AFFH – the administrative state comes full circle: After the Trump administration‘s 2018 suspension of the 2015 Affirmatively Furthering Fair Housing rule, and after civil rights groups brought a valiant but unsuccessful Administrative Procedure Act lawsuit to challenge the suspension, the Trump administration in 2020 released a hollowed out version of the rule, which was quickly withdrawn by the Biden administration in June 2021 with a partial reinstatement of the original AFFH definition. Finally, today, the Biden Administration has released a proposed new affirmatively furthering fair housing rule building on the lessons of the 2015 rule. We are grateful for this important step forward, and we look forward to submitting comments. More importantly, we look forward to the day (later this year) when the final rule goes into effect and state governments, local governments, and public housing agencies can return to meaningful fair housing planning with full accountability and oversight restored. The Notice of Proposed Rulemaking and HUD’s 5-page summary of the proposed rule are available here.

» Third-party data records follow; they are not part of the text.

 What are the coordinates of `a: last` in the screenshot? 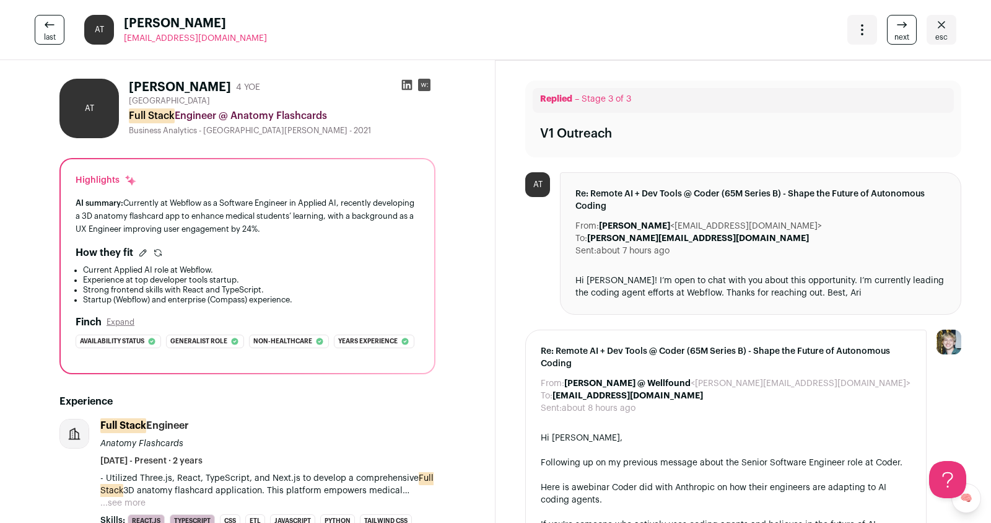 It's located at (50, 30).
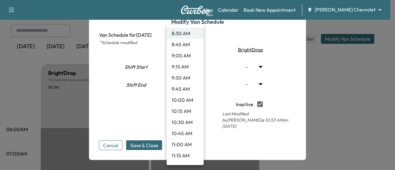 The image size is (395, 170). Describe the element at coordinates (185, 44) in the screenshot. I see `li: 8:45 AM` at that location.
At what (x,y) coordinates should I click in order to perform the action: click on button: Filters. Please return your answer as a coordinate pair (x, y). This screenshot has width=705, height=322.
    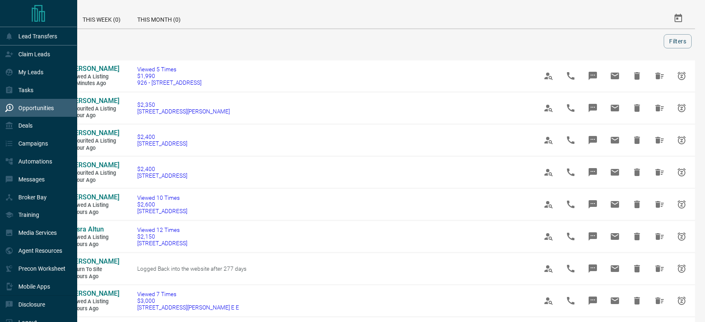
    Looking at the image, I should click on (677, 41).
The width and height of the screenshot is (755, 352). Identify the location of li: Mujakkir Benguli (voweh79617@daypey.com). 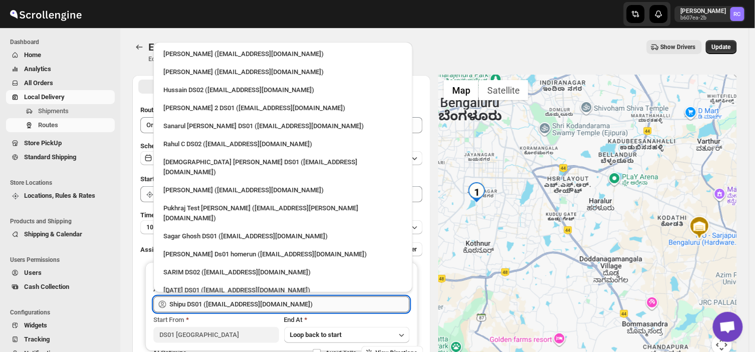
(283, 71).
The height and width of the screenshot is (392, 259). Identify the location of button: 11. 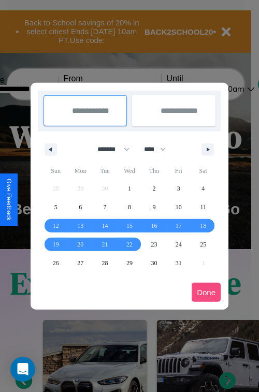
(203, 207).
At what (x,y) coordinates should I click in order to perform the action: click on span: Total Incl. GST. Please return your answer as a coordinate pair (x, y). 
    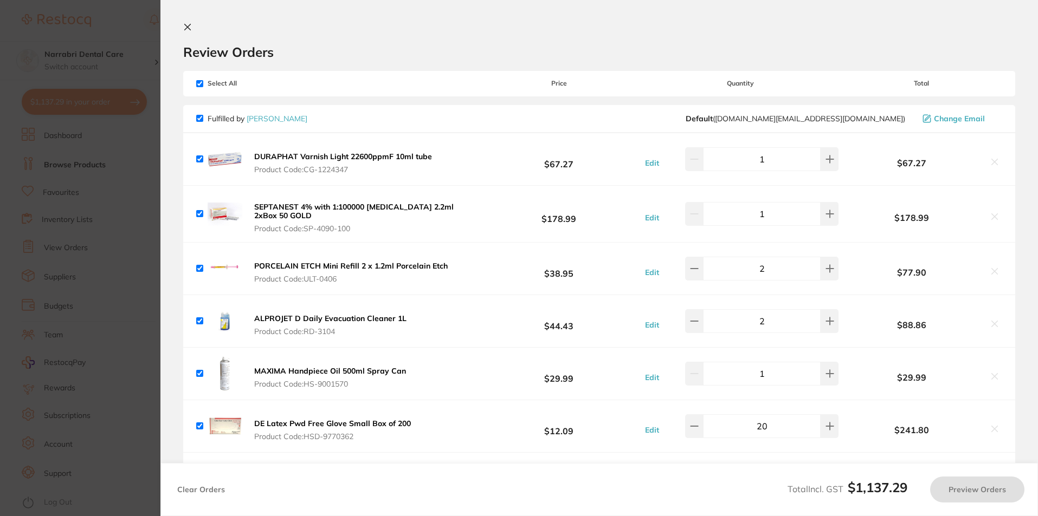
    Looking at the image, I should click on (847, 489).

Magnet schools and public housing update: HUD and the Department of Education have both committed to interagency collaboration, but this is still a work in progress. As PRRAC pointed out in 2021, one area of potential collaboration is in the natural connection between public housing redevelopment and magnet school funding. Our new policy brief, “Connecting magnet schools and public housing redevelopment: January 2023 update,” highlights the progress made by both agencies – and the further steps that will be necessary to make this goal a reality.

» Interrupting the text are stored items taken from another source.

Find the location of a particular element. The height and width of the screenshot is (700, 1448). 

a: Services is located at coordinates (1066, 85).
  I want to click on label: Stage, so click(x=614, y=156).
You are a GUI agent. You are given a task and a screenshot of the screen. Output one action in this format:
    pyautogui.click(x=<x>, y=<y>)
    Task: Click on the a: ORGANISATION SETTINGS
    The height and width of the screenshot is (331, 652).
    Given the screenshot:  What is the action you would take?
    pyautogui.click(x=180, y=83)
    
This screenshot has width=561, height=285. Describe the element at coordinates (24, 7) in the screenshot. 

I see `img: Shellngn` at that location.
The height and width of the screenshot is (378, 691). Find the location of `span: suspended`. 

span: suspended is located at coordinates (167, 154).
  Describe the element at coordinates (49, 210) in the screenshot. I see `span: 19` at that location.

A new NCSD research brief, “Accountability Systems and the Persistence of School Segregation: Research Evidence and Future Directions,” by James Noonan and Peter Piazza, reviews recent empirical research to consider the relationship between systems of school accountability and the persistence of school segregation, and explores how accountability systems can be refined in order to contribute to real integration.

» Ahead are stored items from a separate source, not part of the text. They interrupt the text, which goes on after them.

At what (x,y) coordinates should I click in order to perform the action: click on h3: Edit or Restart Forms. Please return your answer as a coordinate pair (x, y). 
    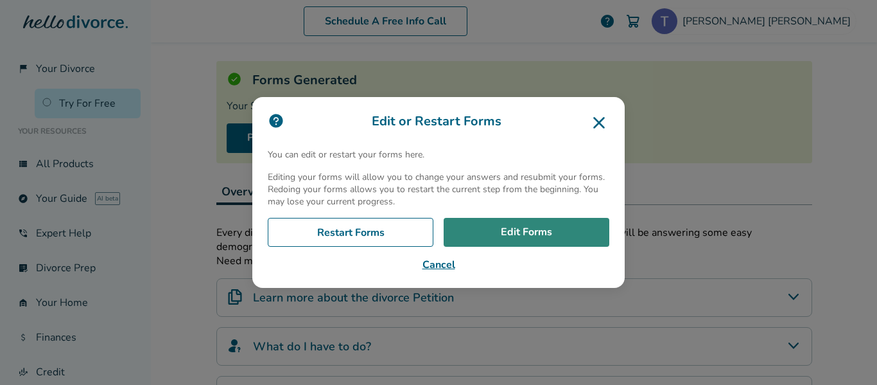
    Looking at the image, I should click on (439, 123).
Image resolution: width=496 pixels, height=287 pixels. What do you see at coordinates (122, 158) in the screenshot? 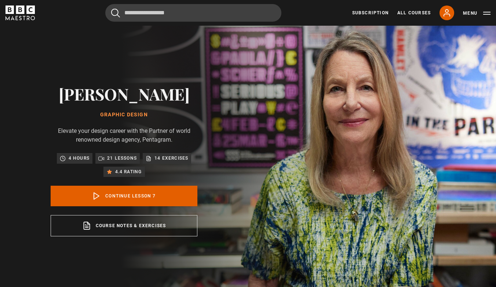
I see `p: 21 lessons` at bounding box center [122, 158].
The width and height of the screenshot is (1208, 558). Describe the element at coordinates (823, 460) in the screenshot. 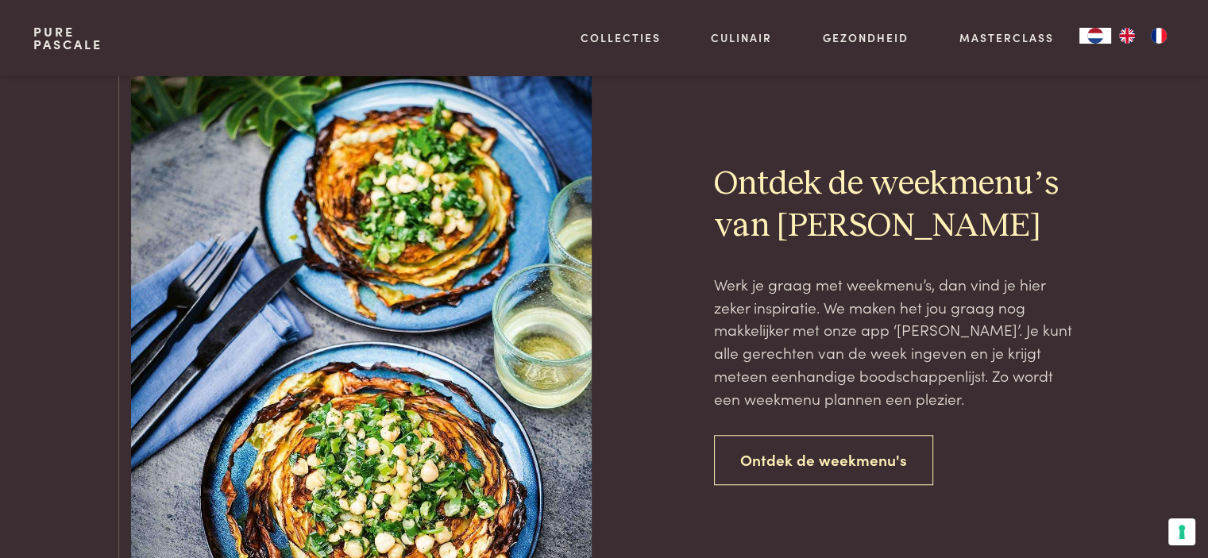

I see `a: Ontdek de weekmenu's` at that location.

Join us for a live performance in DC: On Friday, January 27th from 4:00-5:30pm, Learn Together, Live Together (LTLT) and the National Coalition on School Diversity (NCSD) will host a live performance and panel discussion of “Between the Lines,” a student-led play created by Epic Theatre Ensemble youth artist-researchers and commissioned by PRRAC, exploring the connection between housing policy and segregation/inequity in schools. RSVP here.
Other resources
Attack on home ownership: The new issue of HUD’s Evidence Matters looks at the increasing threat of corporate acquisition of single family homes in low income, predominantly Black and Latino neighborhoods.
Nurturing spaces and integrated spaces: A powerful essay by our colleague Stefan Lallinger of the Century Foundation reflects on the challenges and benefits of integration, worth reading.